The above is not a condemnation per se of that Japanese trait; a lot of Westerners are committing quick or slow suicide by using “killer” drugs like fentanyl; by living lifestyles designed to end lives either by work habits or eating and drinking the wrong things or to excess; by smoking, and so on. (I can’t claim I’m innocent either—it took me years to quit smoking.) But there is a strange fascination here in the West about various aspects of Japanese culture. I, too, share that fascination: I have had Japanese friends—exchange students—in high school; I took two years of Japanese in college; and so on. So I will in all likelihood, find and watch the second part of this package named above. And report on it here.
Okay, I’ve bent your figurative ear, now it’s your turn: what did you think of this column? I’m on Facebook, or you could email me (stevefah at hotmail dot com). If you liked or hated it, let me know. My opinion is, as always, my own, and doesn’t necessarily reflect the views of Amazing Stories or its owner, editor, publisher or other columnists. See you next time!
Note: this column is not written or edited with the use of AI; it is the product of a human mind—mine! Although I have nothing against AI, I don’t use it to produce this column in any way.

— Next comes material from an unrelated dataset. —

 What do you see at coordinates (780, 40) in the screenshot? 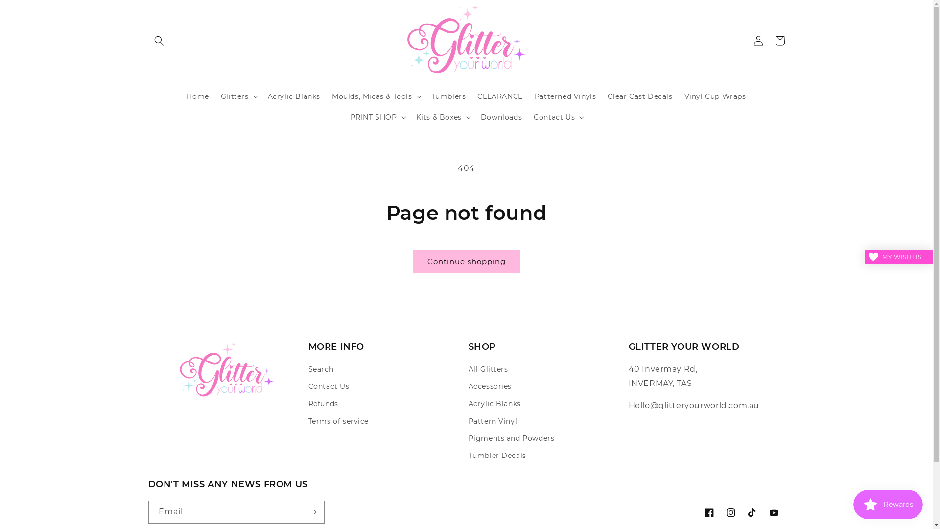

Steve has been an active fan since the 1970s, when he founded the Palouse Empire Science Fiction Association (PESFA) and the more-or-less late MosCon in Pullman, WA and Moscow, ID, though he started reading SF/F in the early-to-mid 1950s, when he was just a sprat. He moved to Canada in 1985 and quickly became involved with chairing or helping run Canadian cons, including ConText (’89 and ’81) and VCON. As a fan, he’s published a Hugo-nominated (one nomination) fanzine, New Venture, and he’s founded two writing groups (Writers’ Bloc and Writers of the Lost, Ink). He’s emceed and auctioned art at many West Coast and Northwest conventions including one Westercon. As a writer, he’s published a couple of books and a number of short stories (including one in Compostella [Tesseracts 20], and has collaborated with his two-time Aurora-winning wife Lynne Taylor Fahnestalk on a number of art projects. As of this writing he’s the proofreader for R. Graeme Cameron’s Polar Borealis and Rhea Rose’s Polar Starlight publications. He’s been writing for Amazing Stories off and on since the early 1980s. His column can be found on Amazing Stories most Fridays.